Philadelphia Weekly Reviews The Sleep of Reason

http://www.philadelphiaweekly.com/arts-and-culture/art/151574665.html
Another great review for the Ryan Wilson Kelly exhibition The Sleep of Reason.
In this piece, Katherine Rochester not only captures the essence of the performance, the sets, and the props, but what was at the heart of Kelly’s idea.

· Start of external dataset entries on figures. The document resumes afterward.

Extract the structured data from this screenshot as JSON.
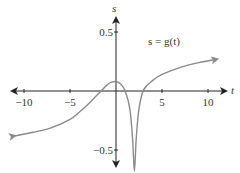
{
  "chart_data": {
    "type": "line",
    "title": "",
    "xlabel": "t",
    "ylabel": "s",
    "annotation": "s = g(t)",
    "xlim": [
      -11.5,
      12
    ],
    "ylim": [
      -0.68,
      0.62
    ],
    "grid": false,
    "legend": null,
    "x_ticks": [
      -10,
      -5,
      5,
      10
    ],
    "x_tick_labels": [
      "−10",
      "−5",
      "5",
      "10"
    ],
    "y_ticks": [
      0.5,
      -0.5
    ],
    "y_tick_labels": [
      "0.5",
      "−0.5"
    ],
    "series": [
      {
        "name": "g(t)",
        "color": "#8a8a8a",
        "x": [
          -11,
          -9,
          -7,
          -5,
          -4,
          -3,
          -2,
          -1.5,
          -1,
          -0.5,
          0,
          0.5,
          1,
          1.5,
          1.8,
          2,
          2.2,
          2.5,
          3,
          4,
          5,
          7,
          9,
          11
        ],
        "y": [
          -0.38,
          -0.35,
          -0.31,
          -0.24,
          -0.18,
          -0.11,
          -0.03,
          0.01,
          0.05,
          0.075,
          0.08,
          0.06,
          0.0,
          -0.15,
          -0.4,
          -0.68,
          -0.4,
          -0.15,
          0.01,
          0.09,
          0.14,
          0.2,
          0.24,
          0.27
        ]
      }
    ]
  }
}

An excerpt from the review that does this:
The Sleep of Reason, a collaborative endeavor between Kelly and curator Jordan Rockford, uses Cope’s recurring nightmare as an allegory for the cyclical futility of the creative process. “There’s that sense of anti-climax and, of course, that sense of a solitary endeavor,” says Rockford, gesturing around the set in which Kelly has just performed an approximate re-enactment of Cope’s last few hours. The design is at once baroque and ingeniously simple. Large sheets of cloth (canvas tarps from Home Depot) hang over each gallery wall, exquisitely illustrated to suggest the cluttered shelves of Cope’s study at 21st and Pine streets; unidentified but undeniably ancient shards of bone (painted wood putty) litter the floor; and slimy specimens (Styrofoam dipped in wax) languish in large glass jars. Red-velvet curtains and a single scansion separate the performance space from the audience, creating the sensation of a museum display come to life.